We all know that the average tenure of a CEO has been dropping. Boards are more vigilant, and bosses are expected to have a more-or-less immediately positive influence on share price, or out they go. And, really, it’s not just CEOs who are paying the price. A recent BusinessWeek Online article offers a careful look at the nature and extent of this rapid turnover throughout the executive ranks.
For example, according to the article, approximately 50% of senior executives recruited from outside a firm fail within two years, and most of those fail in substantially less than a year. Over 28,000 executives changed jobs last year, an increase of over two-thirds from the year before - and, again notable, almost half of these had been recruited into their jobs from outside. Key victims in this overall group, interestingly, are marketing officers, who have a shorter longevity in their jobs than CEOs. Typically, the article reports, outsiders are brought in to shake things up, and, perhaps for that very reason, they are singled out for resistance by the rest of the organization, often leading to their failure, for which they are dismissed.
Is the lesson here that executives need to be proactive and produce immediate results or risk being replaced? It certainly appears that that is the fate of many of these executives - especially, but not exclusively, those recruited into a firm from outside. And that would suggest to such executives that they must find effective ways to produce positive results, usually as measured by stock price, in short order or risk having their careers sorely bruised.
So, how are one’s strategic, operational, and planning time-lines affected by such an environment? They are shortened, of course, and executives find themselves taking recourse to measures that have been shown statistically to promote positive commentary by analysts and upward ratings on stocks, followed by positive price movement. They buzz-saw their way through the organization, cutting staff, selling non-core or under-performing business units, jury-rigging a strategic alliance or two, or other such high-visibility stunts ranging from traditional to trendy.
But the core problem here isn’t that executives are being driven to taking dramatic steps with short time-horizons - that’s a real enough problem, and a real enough part of it is the unfortunate fact that so many of them see this as merely a fact of life in the world today that they simply need to adapt to.

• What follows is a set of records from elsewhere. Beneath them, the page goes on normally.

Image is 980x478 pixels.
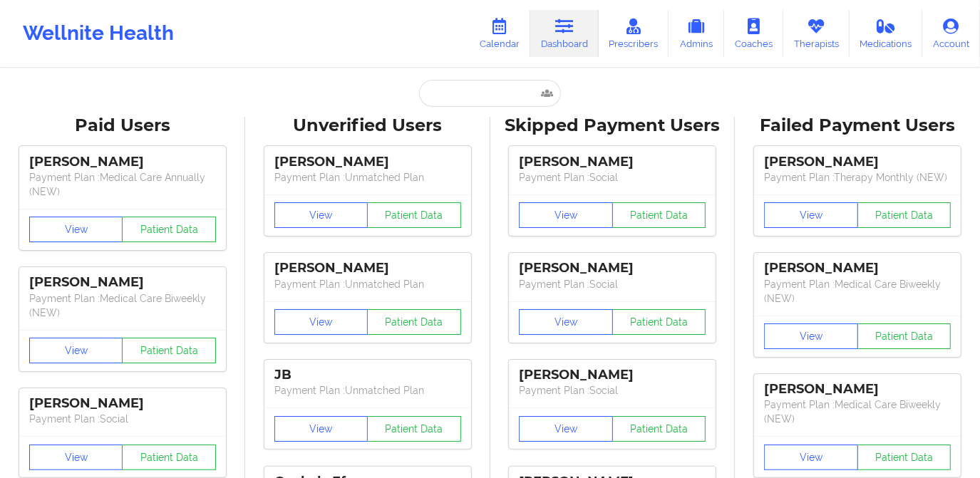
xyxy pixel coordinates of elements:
div: [PERSON_NAME] [275,154,461,170]
button: View [29,337,123,363]
button: View [764,323,858,349]
a: Prescribers [599,10,670,57]
p: Payment Plan : Medical Care Biweekly (NEW) [764,277,951,305]
a: Account [922,10,980,57]
button: Patient Data [857,203,951,228]
div: [PERSON_NAME] [519,154,705,170]
p: Payment Plan : Social [519,170,705,184]
div: Paid Users [10,114,235,137]
div: [PERSON_NAME] [764,154,951,170]
div: Unverified Users [255,114,480,137]
button: View [29,444,123,470]
p: Payment Plan : Social [519,277,705,291]
a: Admins [669,10,724,57]
p: Payment Plan : Social [519,383,705,398]
button: View [29,216,123,242]
div: [PERSON_NAME] [519,260,705,276]
div: [PERSON_NAME] [29,274,215,291]
button: Patient Data [857,444,951,470]
button: View [275,416,369,441]
div: [PERSON_NAME] [29,154,215,170]
button: View [764,203,858,228]
p: Payment Plan : Therapy Monthly (NEW) [764,170,951,184]
p: Payment Plan : Social [29,411,215,426]
button: Patient Data [122,337,215,363]
p: Payment Plan : Medical Care Biweekly (NEW) [764,398,951,426]
button: View [764,444,858,470]
button: View [275,309,369,335]
button: Patient Data [612,309,706,335]
button: Patient Data [122,444,215,470]
p: Payment Plan : Unmatched Plan [275,277,461,291]
a: Medications [849,10,923,57]
button: Patient Data [857,323,951,349]
button: Patient Data [367,416,461,441]
div: [PERSON_NAME] [519,366,705,383]
a: Therapists [783,10,849,57]
div: [PERSON_NAME] [764,381,951,398]
p: Payment Plan : Unmatched Plan [275,383,461,398]
button: Patient Data [612,203,706,228]
button: View [519,203,613,228]
div: [PERSON_NAME] [764,260,951,276]
div: [PERSON_NAME] [275,260,461,276]
a: Dashboard [530,10,599,57]
button: Patient Data [612,416,706,441]
div: Failed Payment Users [744,114,969,137]
button: View [519,309,613,335]
div: JB [275,366,461,383]
div: Skipped Payment Users [500,114,726,137]
p: Payment Plan : Unmatched Plan [275,170,461,184]
button: View [519,416,613,441]
button: Patient Data [367,309,461,335]
button: Patient Data [122,216,215,242]
div: [PERSON_NAME] [29,396,215,411]
a: Calendar [469,10,530,57]
button: View [275,203,369,228]
p: Payment Plan : Medical Care Biweekly (NEW) [29,291,215,320]
p: Payment Plan : Medical Care Annually (NEW) [29,170,215,199]
button: Patient Data [367,203,461,228]
a: Coaches [724,10,783,57]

The core problem is that directors aren’t really becoming more involved, just more assertively uninvolved. They continue to foist responsibility for their firms off onto the latest heroic executive, close their eyes until they hear the corporate ship start to founder, then fire that one, hire another, and return to their irresponsible somnolence.

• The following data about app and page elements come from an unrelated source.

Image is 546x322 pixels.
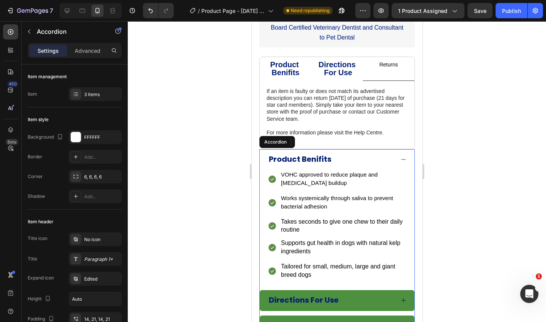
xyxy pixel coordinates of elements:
[84,154,120,160] div: Add...
[28,153,42,160] div: Border
[536,273,542,279] span: 1
[392,3,465,18] button: 1 product assigned
[28,193,45,200] div: Shadow
[69,292,121,305] input: Auto
[84,91,120,98] div: 3 items
[468,3,493,18] button: Save
[84,275,120,282] div: Edited
[16,299,63,309] div: Rich Text Editor. Editing area: main
[84,256,120,262] div: Paragraph 1*
[84,134,120,141] div: FFFFFF
[502,7,521,15] div: Publish
[38,47,59,55] p: Settings
[474,8,487,14] span: Save
[291,7,330,14] span: Need republishing
[28,235,47,242] div: Title icon
[28,218,53,225] div: Item header
[28,91,37,97] div: Item
[28,255,37,262] div: Title
[28,73,67,80] div: Item management
[198,7,200,15] span: /
[84,236,120,243] div: No icon
[84,173,120,180] div: 6, 6, 6, 6
[520,284,539,303] iframe: Intercom live chat
[143,3,174,18] div: Undo/Redo
[37,27,101,36] p: Accordion
[28,294,52,304] div: Height
[398,7,448,15] span: 1 product assigned
[496,3,528,18] button: Publish
[6,139,18,145] div: Beta
[75,47,101,55] p: Advanced
[28,116,49,123] div: Item style
[28,173,43,180] div: Corner
[201,7,265,15] span: Product Page - [DATE] 22:54:12
[28,132,64,142] div: Background
[84,193,120,200] div: Add...
[11,117,36,124] div: Accordion
[7,81,18,87] div: 450
[28,274,54,281] div: Expand icon
[252,21,423,322] iframe: Design area
[3,3,57,18] button: 7
[50,6,53,15] p: 7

Boards need to find a way to discern what shareholder interest really is in their firms, learn how to translate that into corporate strategic direction, and then use that to hire and guide their managers. The truth is, managers should insist on this, themselves. Otherwise, they’ll likely be pulling the cords on those golden parachutes sooner rather than later - perhaps even within their first year. This is a basic fact; we can’t just keep on running from it.